Běncǎo Bèiyào 本草備要
Essentials of the Materia Medica, Prepared for Use by 汪昂 (Wāng Áng, zì Rèn’ān 訒庵, 1615–1694, 清)
About the work
The Běncǎo bèiyào is the most widely used pre-modern Chinese pharmacological textbook of the past three hundred years. Wāng Áng’s first edition in 4 juǎn (1683, Kāngxī 22) listed 400 substances; the 1694 expanded edition added illustrations and 78 more substances to reach 478. The work is the principal “abbreviated Gāngmù” of the Qīng — distilling Lǐ Shízhēn’s 52-juǎn encyclopedia into a clinically usable handbook organised by category (草 / 木 / 金石 / 水土 / 蟲魚 / 禽獸 / 米食) with each entry presenting (1) qìwèi, (2) channel-entry (歸經), (3) main effects, (4) typical pairings, (5) contraindications. Lǐ Shízhēn’s massive jíjiě and fāmíng sections are reduced to single-line summaries; Wāng’s own clinical commentary is integrated under each entry.
The Bèiyào became the standard physician-training pharmacology from the late Kāngxī era forward. Wāng’s accompanying Yīfāng jíjiě 醫方集解 (1682, on prescriptions) and Tāng tóu gē jué 湯頭歌訣 (1694, rhymed prescription mnemonic) form a triad of pedagogical works that, taken together, constituted the standard zhōngyī curriculum from the Qīng through the early Mínguó.
Prefaces
The local repository preserves the basic body of substance entries. Major standard editions preserve Wāng’s preface explaining the work’s intent: the Gāngmù is encyclopedic but unwieldy; students need a bèiyào (prepared essentials) text that abstracts the canonical pharmacology without losing rigour.
Abstract
Wāng Áng (汪昂, 1615–1694), zì Rèn’ān 訒庵, native of Xiūníng 休寧 in Húīzhōu 徽州 (modern Ānhuī). A late-Míng shēngyuán who failed the higher exams and turned in middle age to medicine; he was not a clinician but a medical publisher-popularizer — the founder of the Hǎi Yáng 還讀齋 publishing house at Xiūníng, which produced the standard physician textbooks of the late 17th century. His medical works were aimed at the rapidly expanding early-Qīng population of physicians needing accessible reference texts; their commercial success in Húīzhōu networks (and their reach into Beijing through merchant publishers) was unprecedented.
Wāng Áng’s principal works:
- Sùwèn língshū lèizuǎn yuē zhù 素問靈樞類纂約注 (1682) — on the Sùwèn-Língshū.
- Yīfāng jíjiě 醫方集解 (1682) — prescription compendium.
- Běncǎo bèiyào 本草備要 (1683/1694) — this work.
- Tāng tóu gē jué 湯頭歌訣 (1694) — mnemonic prescription manual.
- Jīng luò gē jué 經絡歌訣 — mnemonic channel manual.
CBDB: existing person note has him; lifedates 1615–1694 are securely attested in Húīzhōu local gazetteers and in the prefaces to his works. (See existing 汪昂 person note for further detail.)
The Bèiyào is the immediate ancestor of every later pre-modern Chinese pharmacological textbook, including Běncǎo congxīn (KR3ec045) of Wú Yílù, Yàoxìng qiē yòng (KR3ec061) of Xú Dàchūn, and the 19th-century pocket-format yàoxìng literature.
Translations and research
- Bian, He. 2020. Know Your Remedies. PUP. — ch. 4 on Wāng Áng’s commercial medical publishing.
- Wú Yùhuá 吳玉華. 1995. Wāng Áng yīxué quánshū 汪昂醫學全書. Renmin weisheng.
- Bensky, Dan, et al. 2004. Chinese Herbal Medicine: Materia Medica. 3rd ed. — translates many Bèiyào drug entries.
- No complete Western-language translation of the work.
Other points of interest
The Bèiyào is the paradigmatic successful late-imperial commercial-medical publication: it took the prestige of the Gāngmù (already inviolable by the late Kāngxī) and made it portable, learnable, and salable. Wāng Áng’s commercial success demonstrates the consolidation of an early-Qīng zhōngyī book-market on a scale comparable to contemporary European medical publishing.
Links
- Wikidata: Q11078340 (Běncǎo bèiyào).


- Instructions for the task:
When you write out the listing below, keep each word exactly as it stands and drop the pictures.

- Material to process:
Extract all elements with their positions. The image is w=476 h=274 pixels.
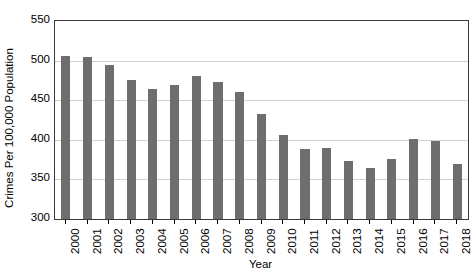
x-axis-tick-mark	[195, 220, 196, 224]
x-axis-tick-label: 2006	[200, 228, 211, 254]
y-axis-tick-labels: 300350400450500550	[16, 0, 50, 274]
y-axis-tick-label: 300	[20, 212, 50, 223]
x-axis-tick-label: 2014	[374, 228, 385, 254]
x-axis-tick-label: 2007	[222, 228, 233, 254]
x-axis-tick-label: 2011	[309, 229, 320, 254]
x-axis-tick-mark	[174, 220, 175, 224]
x-axis-tick-label: 2018	[461, 228, 472, 254]
bar	[409, 139, 418, 219]
x-axis-tick-mark	[152, 220, 153, 224]
x-axis-tick-mark	[413, 220, 414, 224]
bar	[257, 114, 266, 219]
bar	[344, 161, 353, 219]
x-axis-tick-mark	[239, 220, 240, 224]
x-axis-tick-mark	[130, 220, 131, 224]
x-axis-tick-mark	[261, 220, 262, 224]
x-axis-tick-label: 2000	[70, 228, 81, 254]
x-axis-tick-label: 2001	[92, 228, 103, 254]
bar	[192, 76, 201, 219]
x-axis-tick-mark	[304, 220, 305, 224]
x-axis-tick-label: 2005	[179, 228, 190, 254]
bar	[322, 148, 331, 219]
x-axis-tick-label: 2003	[135, 228, 146, 254]
x-axis-tick-mark	[87, 220, 88, 224]
bar	[235, 92, 244, 219]
x-axis-tick-mark	[65, 220, 66, 224]
bar	[279, 135, 288, 219]
bar	[61, 56, 70, 219]
x-axis-tick-label: 2009	[266, 228, 277, 254]
x-axis-tick-mark	[326, 220, 327, 224]
bar-chart: Crimes Per 100,000 Population 3003504004…	[0, 0, 476, 274]
bar	[213, 82, 222, 219]
y-axis-tick-label: 500	[20, 54, 50, 65]
bar-series	[55, 21, 468, 219]
bar	[453, 164, 462, 219]
x-axis-tick-label: 2013	[352, 228, 363, 254]
x-axis-tick-mark	[369, 220, 370, 224]
x-axis-tick-label: 2017	[439, 228, 450, 254]
y-axis-title: Crimes Per 100,000 Population	[1, 18, 17, 238]
x-axis-tick-label: 2012	[331, 228, 342, 254]
plot-area	[54, 20, 469, 220]
bar	[300, 149, 309, 219]
x-axis-tick-label: 2004	[157, 228, 168, 254]
x-axis-tick-mark	[282, 220, 283, 224]
x-axis-tick-mark	[108, 220, 109, 224]
bar	[105, 65, 114, 219]
bar	[148, 89, 157, 219]
y-axis-tick-label: 400	[20, 133, 50, 144]
bar	[431, 141, 440, 219]
y-axis-tick-label: 550	[20, 14, 50, 25]
bar	[83, 57, 92, 219]
x-axis-tick-mark	[347, 220, 348, 224]
x-axis-tick-label: 2002	[113, 228, 124, 254]
y-axis-tick-label: 350	[20, 172, 50, 183]
x-axis-tick-label: 2015	[396, 228, 407, 254]
x-axis-tick-label: 2010	[287, 228, 298, 254]
bar	[170, 85, 179, 219]
y-axis-tick-label: 450	[20, 93, 50, 104]
x-axis-tick-mark	[434, 220, 435, 224]
bar	[366, 168, 375, 219]
bar	[387, 159, 396, 219]
x-axis-tick-mark	[391, 220, 392, 224]
x-axis-tick-label: 2008	[244, 228, 255, 254]
bar	[127, 80, 136, 219]
x-axis-tick-mark	[217, 220, 218, 224]
x-axis-tick-mark	[456, 220, 457, 224]
x-axis-title: Year	[54, 258, 467, 270]
x-axis-tick-label: 2016	[418, 228, 429, 254]
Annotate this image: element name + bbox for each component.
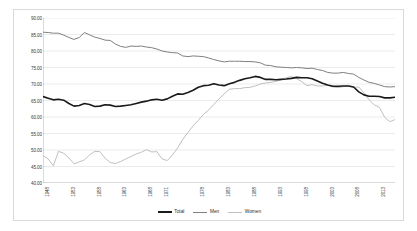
y-tick-label: 45.00 [16,164,42,169]
chart-lines [43,18,395,183]
chart-legend: Total Men Women [14,206,405,218]
x-tick-label: 2003 [330,187,335,197]
y-tick-label: 65.00 [16,98,42,103]
x-tick-label: 1993 [278,187,283,197]
x-tick-label: 2008 [355,187,360,197]
series-line-total [43,76,395,106]
x-tick-label: 1968 [148,187,153,197]
legend-label-men: Men [210,209,219,215]
legend-swatch-total [158,211,172,213]
legend-item-men: Men [193,209,219,215]
series-line-men [43,32,395,87]
y-tick-label: 40.00 [16,181,42,186]
x-tick-label: 1953 [71,187,76,197]
x-tick-label: 1998 [304,187,309,197]
legend-label-women: Women [245,209,261,215]
chart-container: 90.0085.0080.0075.0070.0065.0060.0055.00… [13,9,404,221]
legend-item-total: Total [158,209,185,215]
x-tick-label: 1988 [252,187,257,197]
plot-area [43,18,395,183]
y-tick-label: 90.00 [16,16,42,21]
x-tick-label: 1971 [164,187,169,197]
x-tick-label: 1963 [122,187,127,197]
y-axis: 90.0085.0080.0075.0070.0065.0060.0055.00… [16,18,42,183]
y-tick-label: 70.00 [16,82,42,87]
x-tick-label: 1948 [45,187,50,197]
y-tick-label: 60.00 [16,115,42,120]
x-tick-label: 2013 [381,187,386,197]
legend-label-total: Total [174,209,184,215]
x-tick-label: 1983 [226,187,231,197]
y-tick-label: 85.00 [16,32,42,37]
y-tick-label: 75.00 [16,65,42,70]
y-tick-label: 50.00 [16,148,42,153]
legend-item-women: Women [228,209,261,215]
legend-swatch-men [193,212,207,213]
y-tick-label: 55.00 [16,131,42,136]
series-line-women [43,76,395,165]
y-tick-label: 80.00 [16,49,42,54]
chart-plot-wrapper: 90.0085.0080.0075.0070.0065.0060.0055.00… [14,10,405,222]
x-tick-label: 1958 [97,187,102,197]
x-tick-label: 1978 [200,187,205,197]
legend-swatch-women [228,212,242,213]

- Answer box:
Extract all elements with their positions. The image is w=476 h=274 pixels.
x-axis-tick-mark	[195, 220, 196, 224]
x-axis-tick-label: 2006	[200, 228, 211, 254]
y-axis-tick-labels: 300350400450500550	[16, 0, 50, 274]
y-axis-tick-label: 300	[20, 212, 50, 223]
x-axis-tick-label: 2014	[374, 228, 385, 254]
x-axis-tick-label: 2007	[222, 228, 233, 254]
x-axis-tick-label: 2011	[309, 229, 320, 254]
x-axis-tick-mark	[174, 220, 175, 224]
x-axis-tick-label: 2018	[461, 228, 472, 254]
bar	[409, 139, 418, 219]
x-axis-tick-mark	[152, 220, 153, 224]
x-axis-tick-mark	[413, 220, 414, 224]
bar	[257, 114, 266, 219]
bar	[344, 161, 353, 219]
x-axis-tick-mark	[239, 220, 240, 224]
x-axis-tick-mark	[130, 220, 131, 224]
x-axis-tick-mark	[261, 220, 262, 224]
x-axis-tick-label: 2000	[70, 228, 81, 254]
x-axis-tick-label: 2001	[92, 228, 103, 254]
bar	[192, 76, 201, 219]
x-axis-tick-mark	[304, 220, 305, 224]
x-axis-tick-label: 2005	[179, 228, 190, 254]
bar	[322, 148, 331, 219]
x-axis-tick-label: 2003	[135, 228, 146, 254]
x-axis-tick-mark	[87, 220, 88, 224]
bar	[235, 92, 244, 219]
x-axis-tick-mark	[65, 220, 66, 224]
bar	[279, 135, 288, 219]
bar	[61, 56, 70, 219]
x-axis-tick-label: 2009	[266, 228, 277, 254]
x-axis-tick-mark	[326, 220, 327, 224]
bar-chart: Crimes Per 100,000 Population 3003504004…	[0, 0, 476, 274]
bar	[213, 82, 222, 219]
y-axis-tick-label: 500	[20, 54, 50, 65]
bar-series	[55, 21, 468, 219]
bar	[453, 164, 462, 219]
x-axis-tick-label: 2013	[352, 228, 363, 254]
x-axis-tick-mark	[369, 220, 370, 224]
x-axis-tick-label: 2017	[439, 228, 450, 254]
y-axis-title: Crimes Per 100,000 Population	[1, 18, 17, 238]
x-axis-tick-label: 2012	[331, 228, 342, 254]
plot-area	[54, 20, 469, 220]
bar	[300, 149, 309, 219]
x-axis-tick-label: 2004	[157, 228, 168, 254]
x-axis-tick-mark	[282, 220, 283, 224]
x-axis-tick-mark	[108, 220, 109, 224]
bar	[105, 65, 114, 219]
bar	[148, 89, 157, 219]
y-axis-tick-label: 400	[20, 133, 50, 144]
bar	[431, 141, 440, 219]
y-axis-tick-label: 550	[20, 14, 50, 25]
bar	[83, 57, 92, 219]
x-axis-tick-mark	[347, 220, 348, 224]
x-axis-tick-label: 2002	[113, 228, 124, 254]
y-axis-tick-label: 350	[20, 172, 50, 183]
x-axis-tick-label: 2015	[396, 228, 407, 254]
x-axis-tick-label: 2010	[287, 228, 298, 254]
bar	[170, 85, 179, 219]
y-axis-tick-label: 450	[20, 93, 50, 104]
x-axis-tick-mark	[434, 220, 435, 224]
bar	[366, 168, 375, 219]
bar	[387, 159, 396, 219]
x-axis-tick-mark	[391, 220, 392, 224]
x-axis-tick-label: 2008	[244, 228, 255, 254]
bar	[127, 80, 136, 219]
x-axis-tick-mark	[217, 220, 218, 224]
x-axis-tick-mark	[456, 220, 457, 224]
x-axis-title: Year	[54, 258, 467, 270]
x-axis-tick-label: 2016	[418, 228, 429, 254]
Annotate this image: element name + bbox for each component.
y-tick-label: 45.00 [16,164,42,169]
chart-lines [43,18,395,183]
chart-legend: Total Men Women [14,206,405,218]
x-tick-label: 2003 [330,187,335,197]
y-tick-label: 65.00 [16,98,42,103]
x-tick-label: 1993 [278,187,283,197]
x-tick-label: 2008 [355,187,360,197]
series-line-total [43,76,395,106]
x-tick-label: 1968 [148,187,153,197]
legend-label-men: Men [210,209,219,215]
legend-swatch-total [158,211,172,213]
legend-item-men: Men [193,209,219,215]
series-line-men [43,32,395,87]
y-tick-label: 40.00 [16,181,42,186]
x-tick-label: 1953 [71,187,76,197]
x-tick-label: 1998 [304,187,309,197]
legend-label-women: Women [245,209,261,215]
chart-container: 90.0085.0080.0075.0070.0065.0060.0055.00… [13,9,404,221]
legend-item-total: Total [158,209,185,215]
x-tick-label: 1988 [252,187,257,197]
plot-area [43,18,395,183]
y-tick-label: 90.00 [16,16,42,21]
x-tick-label: 1971 [164,187,169,197]
x-tick-label: 1963 [122,187,127,197]
y-axis: 90.0085.0080.0075.0070.0065.0060.0055.00… [16,18,42,183]
y-tick-label: 70.00 [16,82,42,87]
x-tick-label: 1948 [45,187,50,197]
y-tick-label: 60.00 [16,115,42,120]
x-tick-label: 2013 [381,187,386,197]
legend-label-total: Total [174,209,184,215]
x-tick-label: 1983 [226,187,231,197]
y-tick-label: 85.00 [16,32,42,37]
y-tick-label: 75.00 [16,65,42,70]
y-tick-label: 50.00 [16,148,42,153]
legend-item-women: Women [228,209,261,215]
legend-swatch-men [193,212,207,213]
y-tick-label: 55.00 [16,131,42,136]
series-line-women [43,76,395,165]
y-tick-label: 80.00 [16,49,42,54]
chart-plot-wrapper: 90.0085.0080.0075.0070.0065.0060.0055.00… [14,10,405,222]
x-tick-label: 1958 [97,187,102,197]
x-tick-label: 1978 [200,187,205,197]
legend-swatch-women [228,212,242,213]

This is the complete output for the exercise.